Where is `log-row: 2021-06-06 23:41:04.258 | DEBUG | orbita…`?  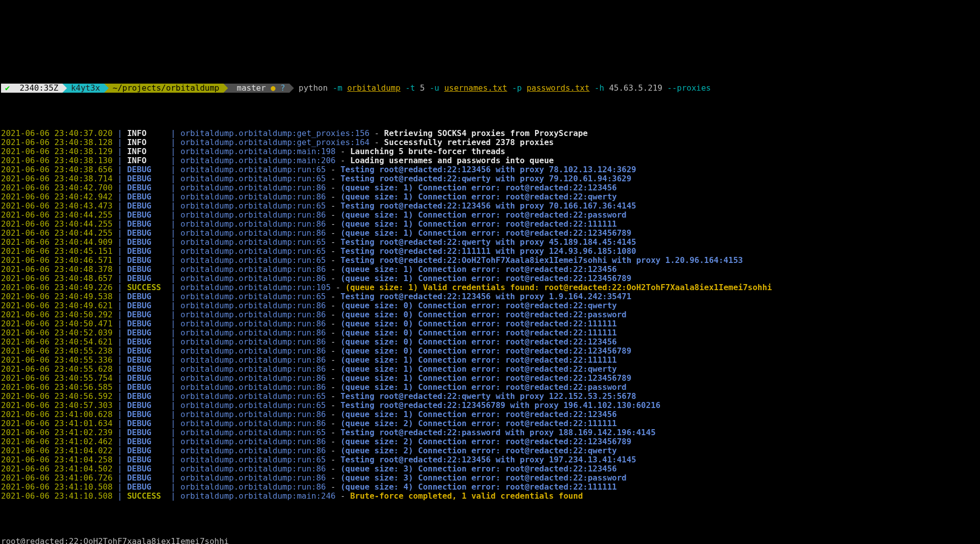
log-row: 2021-06-06 23:41:04.258 | DEBUG | orbita… is located at coordinates (489, 460).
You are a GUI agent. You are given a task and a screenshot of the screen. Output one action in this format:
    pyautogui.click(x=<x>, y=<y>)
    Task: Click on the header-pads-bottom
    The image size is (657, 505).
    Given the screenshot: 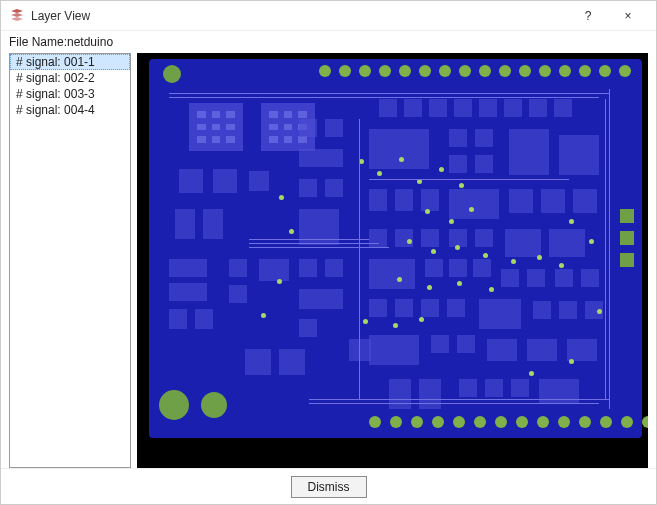 What is the action you would take?
    pyautogui.click(x=508, y=422)
    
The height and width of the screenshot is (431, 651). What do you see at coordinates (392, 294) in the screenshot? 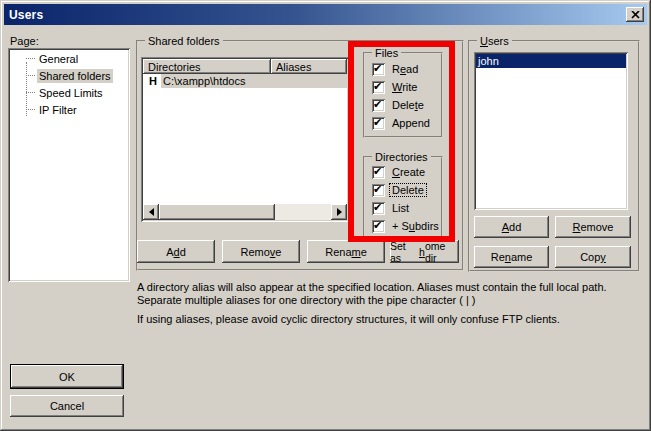
I see `alias-description-text: A directory alias will also appear at th…` at bounding box center [392, 294].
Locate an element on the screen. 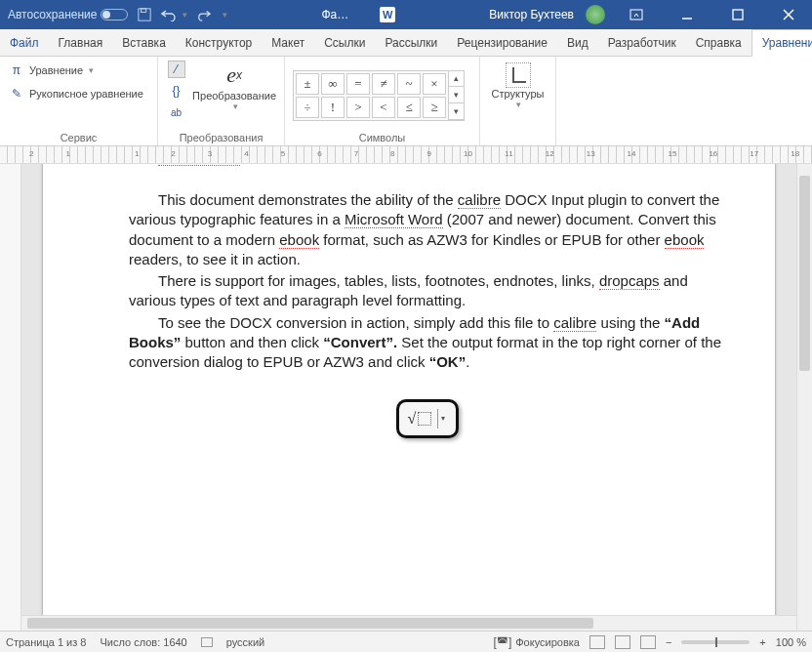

- - - - -

What you return should be only the exact lines from the top of the entries through the line with "You are a GUI", minus the pictures.

Where is `log-row: 2021-06-06 23:41:04.258 | DEBUG | orbita…`?  
log-row: 2021-06-06 23:41:04.258 | DEBUG | orbita… is located at coordinates (489, 460).
You are a GUI agent. You are given a task and a screenshot of the screen. Output one action in this format:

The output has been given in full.